“But in this case I shall not do so,” said the court. “I shall submit it to you free from expression of my own judgment. Your decision shall be the last and only one on the question of fact.”

He then explained the law of conspiracy at considerable length, after presenting a brief digest of the substance of the indictment. He announced that it was unnecessary to prove explicit agreement to enter a conspiracy against the defendants if there was circumstantial evidence that such a conspiracy existed, judged by the facts and the actions of the defendants.

“Mere passive knowledge of the criminal activities of other persons is not sufficient to establish a conspiracy,” he instructed. “Some participation, coöperation, must be shown to establish the connection of any defendant, and by evidence of fact and circumstances independent of the declarations of other people,—that is, by evidence of the defendants’ own acts. Until such evidence is introduced, the defendants are not bound by the declaration or statements of others. But after it is shown he is a member of the conspiracy, he is so bound, providing the acts are in furtherance of the common purpose.”

The court also instructed that if any defendants entered the conspiracy after it started, knowing its purpose, they were equally guilty as if they had been of those who originally conspired, but he tempered this by suggesting that they might all have been guilty of minor conspiracies in different places, and he stated that if these were not related to a common purpose, they were not guilty under the indictment. He also announced that they might all be guilty of the acts of violence set forth in the indictment, and yet, if these were not related to a common conspiracy, they were not guilty in the charge in the case.

Both sides professed satisfaction with the instructions. The sentences of the Court sent Haywood and fourteen others, his principal aids, to the penitentiary for twenty years. Thirty-three men got ten years, the same number got five years; twelve men got a year and a day, two men got off with two days in jail, and two had their cases continued. There was well nigh a train load of them that started for Leavenworth federal penitentiary the next day. The Department of Justice could not find handcuffs enough in the city of Chicago to accommodate all the prisoners on that train!

The total time covered by these I. W. W. sentences amounts to eight hundred and seven years and twenty days. The world is deprived of that much-too-independent work in a time when the world needs honest labor. Haywood’s boast that there are 100,000 uncaught and unrepentant I. W. W.’s in the United States alone is all the proof needed of the nature of the men thus put away.

These men, like most under-cover criminals, were cowards. Haywood’s face went white when he heard sentence passed on him. The prisoners, but lately sneering and arrogant, now sat overwhelmed. Their friends and adherents also were stunned. The court room was filled with armed U. S. Marshals and A. P. L. men, all unknown and all ready for trouble. There was no trouble. Dead silence was in the room. All bail was cancelled, of course, and the march to jail began.

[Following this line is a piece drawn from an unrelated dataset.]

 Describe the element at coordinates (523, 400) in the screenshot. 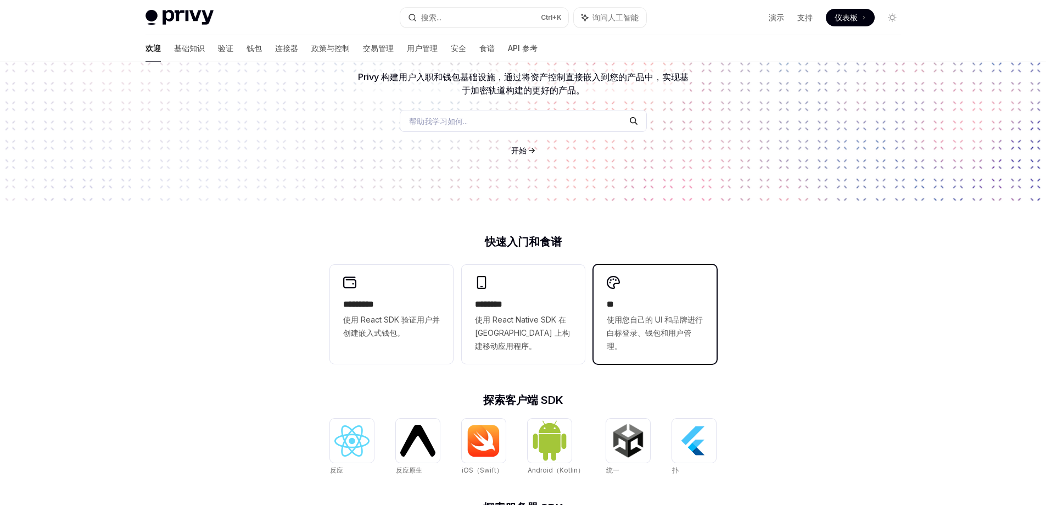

What did the Government prove against the I. W. W.’s? That they had been guilty of almost everything a depraved mind could invent in the way of crime. The public is already conversant with the argot of the band. The “sab cat,” or worker of sabotage—secret destruction of property—was a title of pride among them. “Wobblies,” “high jacks,” “scissor-bills,” “bundle-stiffs”—all were part of the personnel put in evidence. A “clock” was divulged to mean a phosphorus bomb, intended to be fired by the sun and set a wheat stack ablaze.

These men spiked a great many spruce trees so that mill saws were ruined on the logs. They killed vineyards in California, and claimed to have burned $2,000,000 worth of wheat in that state alone. They not only burned wheat in the stack, but sowed spikes to damage reapers. They dropped matches and bits of metal in threshing machines. They put emery in delicate machine bearings. In canning factories they mixed the labels, so that grades were vitiated for the vegetables sent out. They polluted or poisoned canned goods with dead rats and the like in factories where they worked. No doubt also they set forest fires, and beyond doubt caused explosions that destroyed hundreds of thousands of dollars in property. They did this to terrorize their own country in its day of peril. They were not worth the name of men. You can not make citizens out of such creatures. Fear is all they understand.

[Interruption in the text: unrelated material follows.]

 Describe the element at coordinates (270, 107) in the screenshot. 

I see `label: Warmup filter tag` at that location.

Their literature was a continuous blasphemy. Cursing the name of the Savior was nothing to their writers. They put lime in men’s shoes and burned their feet to the bone. They had a special sort of club they used in attacking “scabs.” It had short, sharp nails driven along it, painted the color of the club so they could not easily be seen. The victim would catch at the club to wrest it from his assailant. It was then jerked through his hands, often tearing out the sinews, always scarring and often maiming him forever. Always they were cowards. To injure and not destroy was part of their religion. “Strike while you work” meant to disable a machine for a while and so to stop work for the crew or for the whole plant. “Feed the kitty more cream” meant to use more emery on bearings, to do more dirt in factories, to wreck and mar and mutilate more cunningly and covertly—and to escape by feigning the innocent laboring man. If they were not all Huns, they had the foul Hun imagination, and also the methods of the Hun.